We will facilitate a space open to dialogue, in order to share experiences and learnings. Connected to the past and open to the present and future, seeking community, growing, thinking and living together. Through sharing voices and being connected we hope to create a shared experience of listening and responding in which new understanding is generated. We may touch the following topics: the need (or not) of diagnoses, relationship to medicines, value and possibility of connecting dialogue and traditional medicine.
Martin Fojtíček: How spirituality can help me recover
Because we have a reasonable suspicion that spirituality can help recovery from mental illness, we bring this topic to the discussions in the Iceberg Clubhouse (www.ledovec.cz). In 2018-20 there was an open group with the same name as the workshop. Although it brought together a significantly spiritually and religiously diverse community, the meaningfulness and joy of the gathering held the group together. The phrase, "if I told my psychiatrist this..." was often heard. We managed to share our own deep spiritual experiences without imposing them on others. Simple rules and a commitment to dialogue helped. We would like to mediate and offer this experience in our workshop.
After a brief introduction to the context, we would like to offer a gathering such as we did in our group at Glacier. After introducing the simple rules, we will share our experiences how spirituality has helped us to recover (in a broad sense, i.e., recovery not only from mental illness, but from any suffering or difficult situation).
Two facilitators will be facilitating the meeting, and if there are a large number of participants we will split into two groups. Participants of all kinds are welcome (even those who would rather avoid using the term "spirituality" to describe their own experience).
Martina Faltýnová: World tree Yggdrasil_gentle body work
The World Tree Yggdrasil - the axis of the world (the image of the mighty mythical tree comes from Nordic mythology - thus it has the same place of origin as the open dialogue). This tree, which connects the opposites, or the lower and upper planes through the central trunk, we will become step by step during the exercise. Yggdrasil symbolizes the dialogic space of our body. In the exercise itself, we will touch on several principles of Open Dialogue, which we will gradually visualize as accurately as possible. We dive inside the body, connecting with the breath:
1/ Feet-roots-grounding refers to the dialogic network, the web of our contacts - family, loved ones, co-workers, and connections to the earth at large - from which we emerge, grow, and draw strength and new impulses from unconscious levels.

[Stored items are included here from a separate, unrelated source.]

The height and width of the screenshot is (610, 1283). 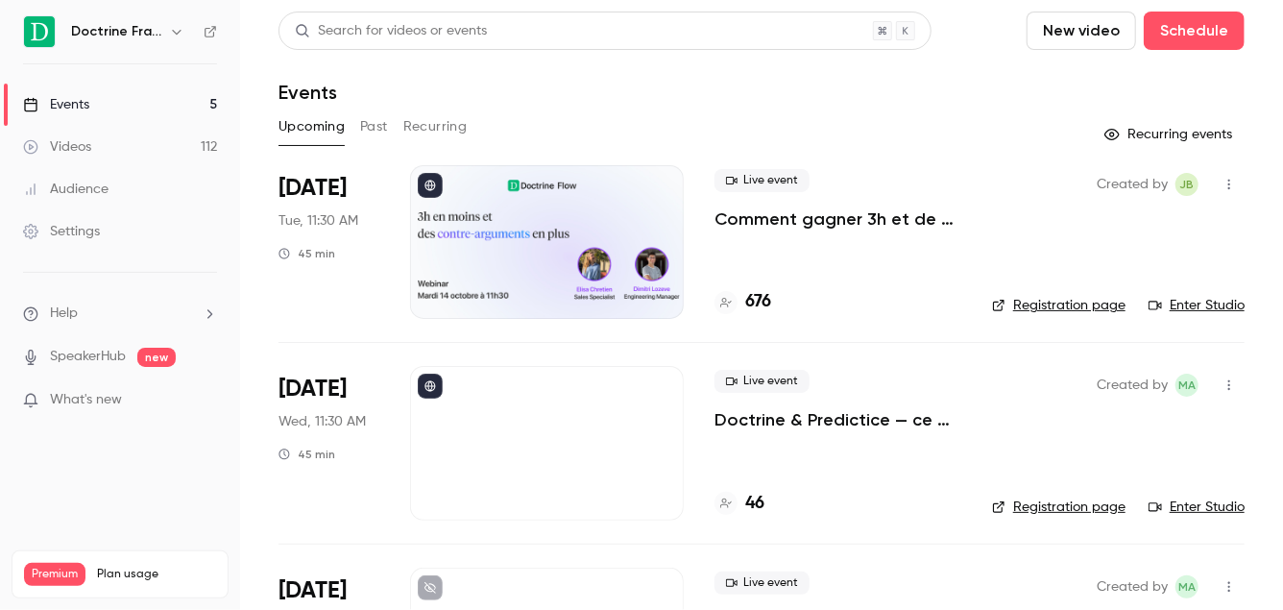 What do you see at coordinates (328, 443) in the screenshot?
I see `div: Oct 15 Wed, 11:30 AM (Europe/Paris)` at bounding box center [328, 443]. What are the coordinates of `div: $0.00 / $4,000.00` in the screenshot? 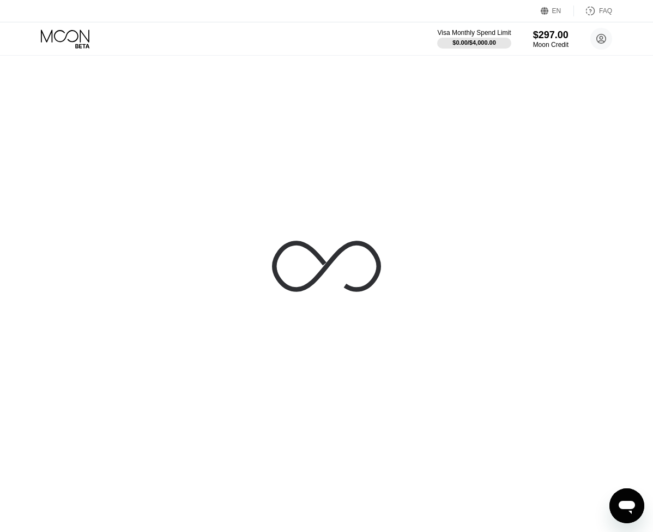 It's located at (474, 43).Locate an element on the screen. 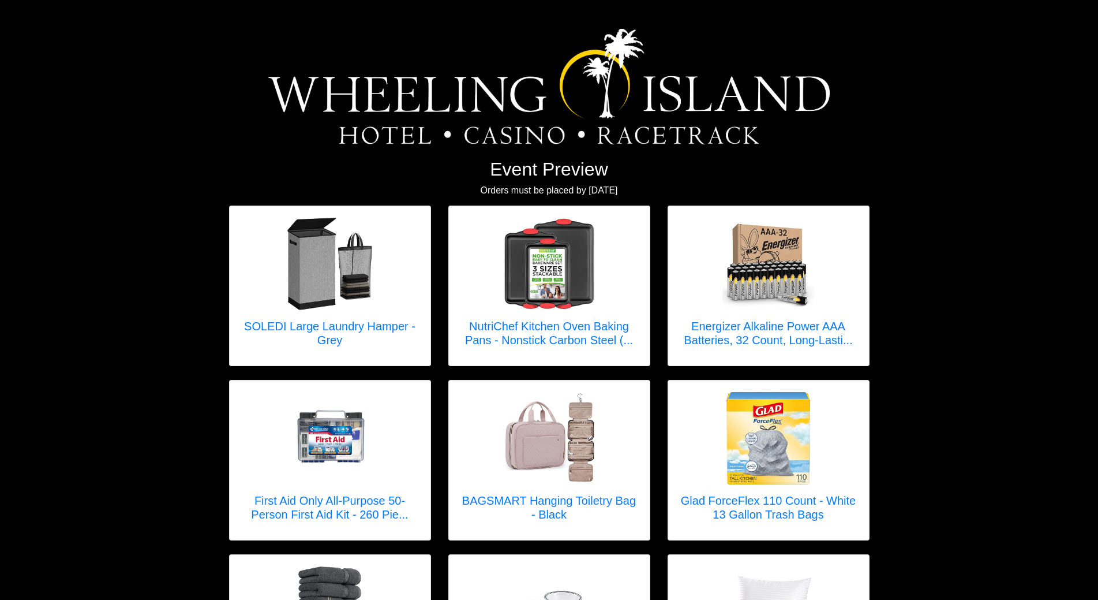 This screenshot has width=1098, height=600. a: Energizer Alkaline Power AAA Batteries, 32 Count, Long-Lasting Triple A Batteries, Suitable for E... is located at coordinates (769, 286).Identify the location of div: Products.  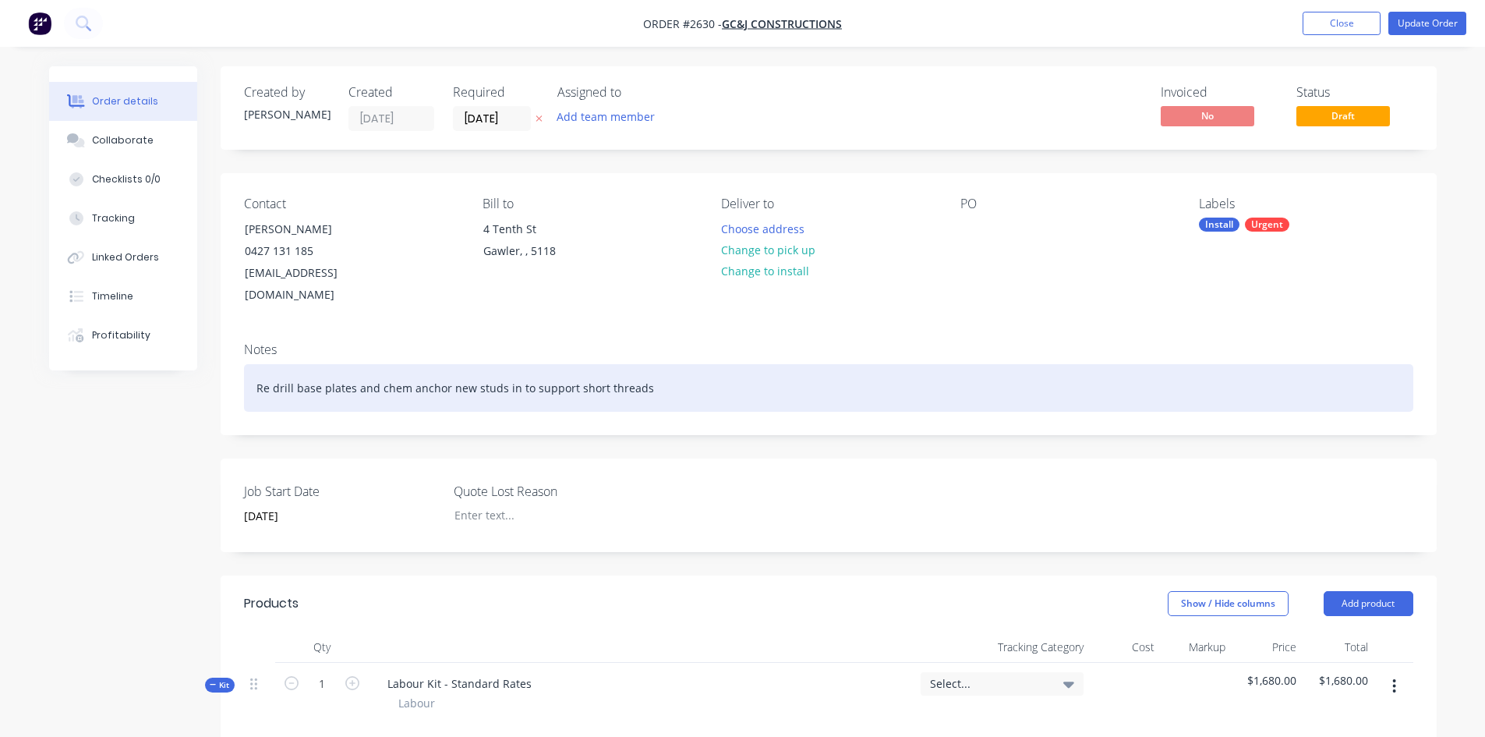
(271, 603).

2/ The trunk - the center of the body - the solar plexus brings us into the space of the Here and Now, to which we also return again and again in dialogical encounters. Working with "nano-sensations" - subtle signals of the body and consciously grasping them. In the moment of concentration, these symptoms themselves demand our attention. They point to the natural beginning of creation and imagination. Subtle sensations, sometimes varied or even contradictory, point to the conversation of our body, we learn to recognize them, to remain in stillness and, if necessary, in uncertainty, without necessarily arriving at results or solutions.
3/ From the center of the body we ascend to the upper half of the body - the Tree Crown, the hand-branches. The flowering of personal space, the kinesphere - reflects our own attitude. It is an emphasis on the one who stands in the center. At the top of the head we visualize an opening through which energy - the sap of the tree - flows freely from the roots to the crown and back again. We become a living, integrated system. Solid, grounded, and at the same time gently discerning to the fingertips-leaves. We are open to what is coming, much like a dialogue.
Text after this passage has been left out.